Since the 25th Anniversary of Philippine Cyberspace went by mainly unnoticed last August, I thought I’d get a head start on next month’s anniversary of the coming of the Internet to the Philippines by calling it early. Yes, the Internet turns 18 in the Philippines on March 29, 2012. It was way back in March 29, 1994 that the switch was turned on.

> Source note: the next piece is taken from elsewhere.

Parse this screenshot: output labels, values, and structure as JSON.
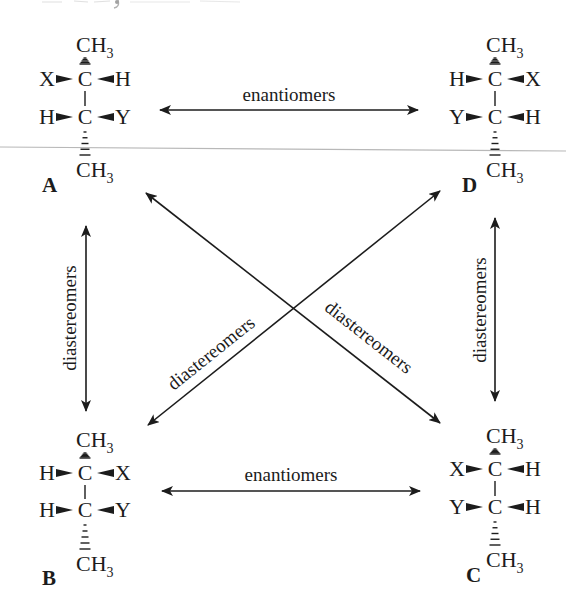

The events of the that day are more clearly defined than other tech milestones. So there’s no need to scramble to put it all together. Among others, I wrote about the events of the day in a newspaper feature ten years ago, and I’ve been luckily able to piece it back together and put the story online last August. The story was “The Day The Philippines Hooked Up to the Net” and I serialized it in 6 parts on this blog. The original sidebar article was the untold story of network engineer Benjie Tan’s role, and that is included here as well.

Check out these links:

The Night Benjie Tan Hooked Up the Philippines to the Internet  

The Day the Philippines Hooked Up to the Net (Parts 1-6):  

The question is, is anyone still counting? Today’s internet is as much a necessary a household utility as power and water that we have taken it for granted. I don’t see anyone whooping up with joy at the anniversary of Meralco’s powering up the first light bulb in Manila. So maybe it’s just as well.

But the passing of Steve Jobs in late 2011 fueled an interest in tech nostalgia – the chronicles of the late 70s hacker culture that spawned the duo of Jobs and Wozniak has been happily re-admitted into the tech zeigeist. No doubt this look at the past was also spurred by the runaway success of Walter Isaacson‘s best selling biography of Steve Jobs.

I’ve always thought the Philippine Internet pioneeers that sweated out the details deserved as much adulation as the pirates of Silicon Valley. Every hashtag that gets tweeted and retweeted today on an iPhone or Blackberry is thanks to the early foundations laid by those guys. They went off and built the ISPs that brought the online culture into the country that has slowly wormed its way into the mainstream.